Among other the “key players” in the minimum wage hike effort, according to The Hill, is the powerful U.S. Chamber of Commerce.

“The CBO report confirms that a $15 minimum wage would result in significant job losses,” Glenn Spencer, senior vice president of the Chamber’s Employment Policy Division, told the outlet. That job loss estimate, however, was firmly rejected by numerous economists, including those at the Economic Policy Institute (EPI).

“We believe that the CBO’s assumptions on the scale of job loss are just wrong and inappropriately inflated relative to what cutting-edge economics literature would indicate,” EPI said in an analysis. “The median employment effect of the minimum wage across studies of low-wage workers is essentially zero, according to a 2019 review of the evidence.” he Economic Policy Institute (EPI).

Further undercutting arguments against the wage hike are its estimated impacts on safety net programs. Economist Ken Jacobs, chair of the UC Berkeley Labor Center, explained this week:

Beyond the working families who will get a raise, every single American taxpayer has a stake in raising the minimum wage. When corporations like McDonald’s pay poverty wages, workers often turn to public safety net programs to make ends meet. Our recent study finds that families of half of the workers who would receive a pay increase under the proposed $15 minimum wage bill in Congress are enrolled in one or more public safety net programs, at a cost of $107 billion a year. […]

Our study on the public cost of low wages supports Sanders’ contention that raising the minimum wage to $15 an hour could have a measurable savings to the federal budget—a key consideration in determining whether the legislation meets the criteria for moving through the reconciliation process. This is backed up by new research finding that a $15 minimum wage could save the federal budget of at least $65 billion per year.

Demands for an increased wage floor are set to play out on the streets this week as well, with fast food workers expected to stage walkouts Tuesday.

“$15/hr should be the absolute floor at our jobs and everywhere,” the Fight for 15 movement tweeted Sunday.

That assessment is shared by the Rev. Dr. William Barber II, president and senior lecturer of Repairers of the Breach and co-chair of the Poor People’s Campaign.

“We say to President Biden, to Democrats, to Republicans, to senators, to all of them: don’t turn your back on the $15 an hour minimum wage,” he wrote last week.

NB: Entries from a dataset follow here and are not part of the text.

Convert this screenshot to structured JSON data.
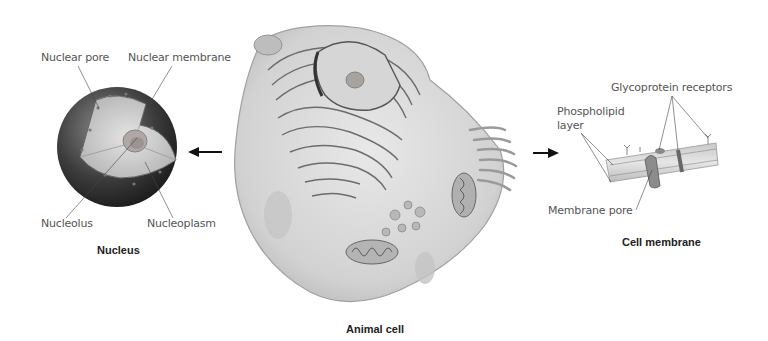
{
  "nucleus": {
    "caption": "Nucleus",
    "labels": {
      "nuclear_pore": "Nuclear pore",
      "nuclear_membrane": "Nuclear membrane",
      "nucleolus": "Nucleolus",
      "nucleoplasm": "Nucleoplasm"
    }
  },
  "animal_cell": {
    "caption": "Animal cell"
  },
  "cell_membrane": {
    "caption": "Cell membrane",
    "labels": {
      "glycoprotein_receptors": "Glycoprotein receptors",
      "phospholipid_layer_line1": "Phospholipid",
      "phospholipid_layer_line2": "layer",
      "membrane_pore": "Membrane pore"
    }
  },
  "arrows": {
    "left": "arrow-left",
    "right": "arrow-right"
  }
}
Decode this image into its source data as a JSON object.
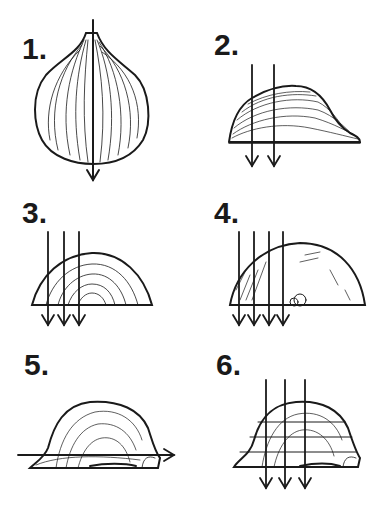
{
  "steps": [
    {
      "number": "1.",
      "description": "Whole onion cut in half from top to root"
    },
    {
      "number": "2.",
      "description": "Half onion flat side down, vertical cuts"
    },
    {
      "number": "3.",
      "description": "Cross-section view, three vertical cuts"
    },
    {
      "number": "4.",
      "description": "Cross-section view, four vertical cuts near root"
    },
    {
      "number": "5.",
      "description": "Horizontal cut through half onion toward root"
    },
    {
      "number": "6.",
      "description": "Vertical cuts across horizontal layers to dice"
    }
  ],
  "colors": {
    "ink": "#1a1a1a",
    "background": "#ffffff"
  }
}
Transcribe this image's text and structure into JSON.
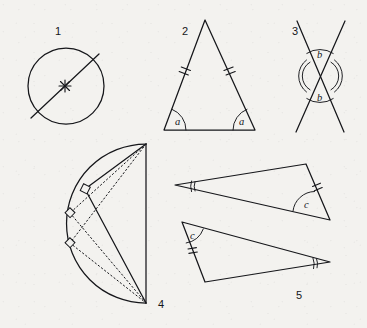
{
  "sheet": {
    "title": "Geometry figures plate",
    "background_color": "#f3f2ef",
    "ink_color": "#15161a",
    "width": 367,
    "height": 328
  },
  "figures": [
    {
      "number": "1",
      "name": "circle-with-diameter",
      "description": "Circle with a diameter drawn through a marked centre point",
      "number_label_pos": {
        "x": 55,
        "y": 35
      },
      "circle": {
        "cx": 66,
        "cy": 86,
        "r": 38
      },
      "diameter": {
        "x1": 31,
        "y1": 118,
        "x2": 99,
        "y2": 54
      },
      "centre_marker": {
        "x": 65,
        "y": 86,
        "type": "cross-star"
      }
    },
    {
      "number": "2",
      "name": "isosceles-triangle",
      "description": "Isosceles triangle with two equal sides marked by double ticks and two equal base angles labelled a",
      "number_label_pos": {
        "x": 182,
        "y": 35
      },
      "vertices": {
        "apex": {
          "x": 205,
          "y": 20
        },
        "left": {
          "x": 164,
          "y": 130
        },
        "right": {
          "x": 255,
          "y": 130
        }
      },
      "side_ticks": [
        {
          "side": "left-leg",
          "count": 2
        },
        {
          "side": "right-leg",
          "count": 2
        }
      ],
      "angle_labels": [
        {
          "text": "a",
          "x": 175,
          "y": 124,
          "vertex": "left"
        },
        {
          "text": "a",
          "x": 240,
          "y": 124,
          "vertex": "right"
        }
      ]
    },
    {
      "number": "3",
      "name": "vertical-angles",
      "description": "Two straight lines crossing, the pair of vertically opposite angles both labelled b",
      "number_label_pos": {
        "x": 292,
        "y": 35
      },
      "crossing_point": {
        "x": 320,
        "y": 76
      },
      "lines": [
        {
          "x1": 297,
          "y1": 21,
          "x2": 344,
          "y2": 132
        },
        {
          "x1": 345,
          "y1": 21,
          "x2": 296,
          "y2": 132
        }
      ],
      "angle_labels": [
        {
          "text": "b",
          "x": 317,
          "y": 57,
          "vertex": "top"
        },
        {
          "text": "b",
          "x": 317,
          "y": 100,
          "vertex": "bottom"
        }
      ]
    },
    {
      "number": "4",
      "name": "thales-semicircle",
      "description": "Semicircle on a vertical diameter with inscribed right-angled triangles; right angles marked with small squares on the arc",
      "number_label_pos": {
        "x": 158,
        "y": 308
      },
      "diameter": {
        "x1": 146,
        "y1": 144,
        "x2": 146,
        "y2": 303
      },
      "arc_radius": 79.5,
      "right_angle_markers": [
        {
          "x": 81,
          "y": 186
        },
        {
          "x": 68,
          "y": 211
        },
        {
          "x": 68,
          "y": 240
        }
      ],
      "solid_chords": [
        {
          "from": "top-end",
          "to": "vertex-1"
        },
        {
          "from": "vertex-1",
          "to": "bottom-end"
        }
      ],
      "dashed_chords": [
        {
          "from": "top-end",
          "to": "vertex-2"
        },
        {
          "from": "vertex-2",
          "to": "bottom-end"
        },
        {
          "from": "top-end",
          "to": "vertex-3"
        },
        {
          "from": "vertex-3",
          "to": "bottom-end"
        }
      ]
    },
    {
      "number": "5",
      "name": "congruent-triangles",
      "description": "Two congruent thin triangles in different orientations, matching parts marked with angle c, a double-arc angle and a double tick side",
      "number_label_pos": {
        "x": 296,
        "y": 299
      },
      "upper_triangle": {
        "vertices": [
          {
            "x": 175,
            "y": 185
          },
          {
            "x": 306,
            "y": 164
          },
          {
            "x": 330,
            "y": 220
          }
        ],
        "angle_label": {
          "text": "c",
          "x": 307,
          "y": 205
        },
        "double_arc_vertex": {
          "x": 175,
          "y": 185
        },
        "tick_side": {
          "count": 2,
          "between": [
            "v1",
            "v2"
          ]
        }
      },
      "lower_triangle": {
        "vertices": [
          {
            "x": 182,
            "y": 222
          },
          {
            "x": 330,
            "y": 262
          },
          {
            "x": 205,
            "y": 282
          }
        ],
        "angle_label": {
          "text": "c",
          "x": 194,
          "y": 236
        },
        "double_arc_vertex": {
          "x": 330,
          "y": 262
        },
        "tick_side": {
          "count": 2,
          "between": [
            "v1",
            "v3"
          ]
        }
      }
    }
  ]
}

“Listen: 55% of poor, low-wealth people voted for this current ticket. That’s the mandate. The mandate is in the people who voted, not in the back slapping of senators and congresspeople,” he continued. “And if we turn our backs now, it will hurt 62 million poor, low-wealth people who have literally kept this economy alive, who were the first to have to go to jobs, first to get infected, first to get sick, first to die. We cannot be the last to get relief and the last to get treated and paid properly. Protect us, respect us, and pay us.”